Poet Slaughter took home the Manchester Poetry Prize, and Yee was awarded the Manchester Fiction Prize at a gala awards ceremony on Friday evening (8th December). Each winner receives £10,000 prize money from the Manchester Writing School at Manchester Metropolitan University.
The two awards were presented by former Poet Laureate and current creative director of Manchester Writing School Professor Carol Ann Duffy, who set up the competition in 2008 to celebrate Manchester as an international city of writers, find diverse new voices and create opportunities for writer development.
Slaughter’s portfolio of poems opioid sonatas centred around a car accident and was praised by judges for having a “forceful, luminous brilliance” and a “complexity which reveals itself over multiple readings”.

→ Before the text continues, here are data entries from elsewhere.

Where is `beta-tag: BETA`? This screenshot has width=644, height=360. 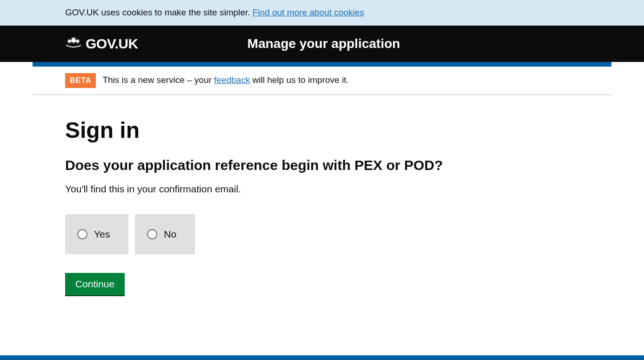
beta-tag: BETA is located at coordinates (80, 81).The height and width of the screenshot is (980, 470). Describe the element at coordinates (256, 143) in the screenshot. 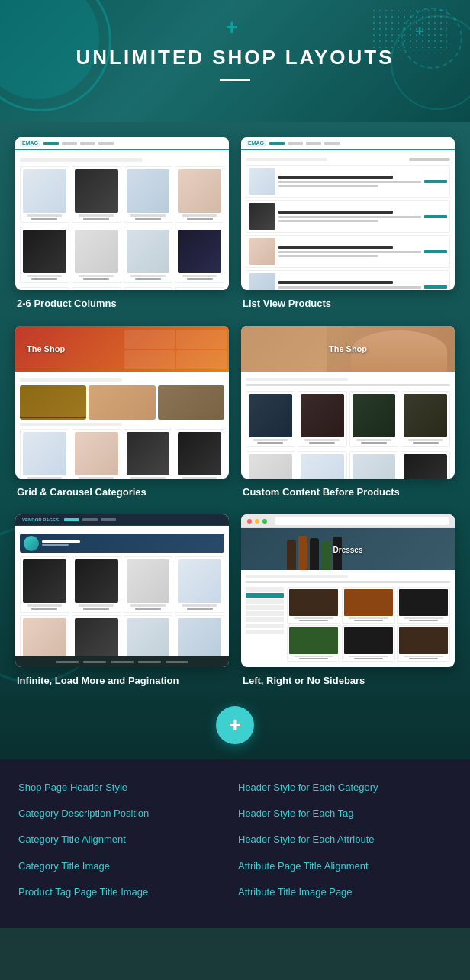

I see `sc-logo-2: EMAG` at that location.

A writer of poetry, fiction and personal essays, Slaughter is from New Zealand and teaches Creative Writing at the University of Waikato where she edits literary journals Mayhem and Poetry Aotearoa.
Yee’s short story "Still Blue Thing" explores themes of pregnancy, cancer, loss and childhood memories.
Former journalist Yee has reported in more than a dozen countries before moving to London where she has served as editor-in-residence at The Georgia Review, and a Refugee Journalism Project mentor. Her poetry, fiction and essays have previously won or been listed for Best of the Net, The Best American Essays, the Ivan Juritz Prize and the Manchester Poetry Prize.